If we are to become able to be the analysts
I wish to suggest that the patient can only of psychotic patients we must have reached
appreciate in the analyst what he himself is down to very primitive things in ourselves,
capable of feeling. In the matter of motive; and this is but another example of the fact
the obsessional will tend to be thinking of the that the answer to many obscure problems of
analyst as doing his work in a futile obses- psycho-analytic practice lies in further analy-
sional way. A hypo-manic patient who is inca- sis of the analyst. (Psycho-analytic research is
pable of being depressed, except in a severe perhaps always to some extent an attempt on
mood swing, and in whose emotional devel- the part of an analyst to carry the work of his
opment the depressive position has not been own analysis further than the point to which
securely won, who cannot feel guilt in a deep his own analyst could get him.)
way, or a sense of concern or responsibility, is A main task of the analyst of any patient
unable to see the analyst’s work as an attempt is to maintain objectivity in regard to all that
on the part of the analyst to make reparation the patient brings, and a special case of this
in respect of his own (the analyst’s) guilt is the analyst’s need to be able to hate the
feelings. A neurotic patient tends to see the patient objectively.

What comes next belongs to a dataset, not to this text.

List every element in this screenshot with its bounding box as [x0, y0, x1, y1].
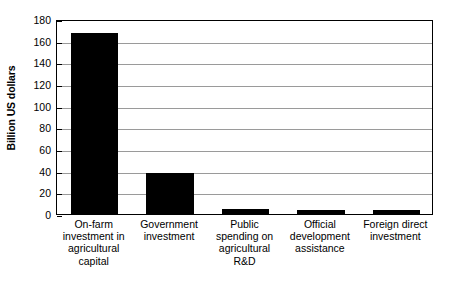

analyst as ambivalent towards the patient, and Are there not many situations in our or-
to expect the analyst to show a splitting of love dinary analytic work in which the analyst’s
and hate; this patient, when in luck, gets the hate is justified? A patient of mine, a very bad
love, because someone else is getting the obsessional, was almost loathsome to me for
analyst’s hate. Would it not follow that if a some years. I felt bad about this until the
psychotic is in a “coincident love-hate” state analysis turned a corner and the patient be-
of feeling he experiences a deep conviction came lovable, and then I realized that his
that the analyst is also only capable of the unlikeableness had been an active symptom,
same crude and dangerous state of coinci- unconsciously determined. It was indeed a
dent love-hate relationship? Should the ana- wonderful day for me (much later on) when
lyst show love he will surely at the same I could actually tell the patient that I and his
moment kill the patient. friends had felt repelled by him, but that he
This coincidence of love and hate is had been too ill for us to let him know. This
something that characteristically recurs in was also an important day for him, a tremen-
the analysis of psychotics, giving rise to prob- dous advance in his adjustment to reality.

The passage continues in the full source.